■ PROMPT ■
Write out, without any change, the lines in the material below that run from the line with "Describe the element at coordinates (93, 171)" through the line with "This screenshot has", both included.

■ DATA FOR THIS EXERCISE ■
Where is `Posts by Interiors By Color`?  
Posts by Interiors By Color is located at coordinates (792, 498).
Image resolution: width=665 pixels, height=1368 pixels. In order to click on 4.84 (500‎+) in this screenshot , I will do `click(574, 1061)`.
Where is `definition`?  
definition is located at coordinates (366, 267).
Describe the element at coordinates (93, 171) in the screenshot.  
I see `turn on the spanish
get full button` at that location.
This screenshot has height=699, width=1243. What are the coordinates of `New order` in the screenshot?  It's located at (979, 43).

--

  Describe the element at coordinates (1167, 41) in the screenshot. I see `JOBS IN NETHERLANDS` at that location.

■ SOLVED PROBLEM ■
Describe the element at coordinates (93, 171) in the screenshot.  
I see `turn on the spanish
get full button` at that location.
This screenshot has height=699, width=1243. What are the coordinates of `New order` in the screenshot?  It's located at (979, 43).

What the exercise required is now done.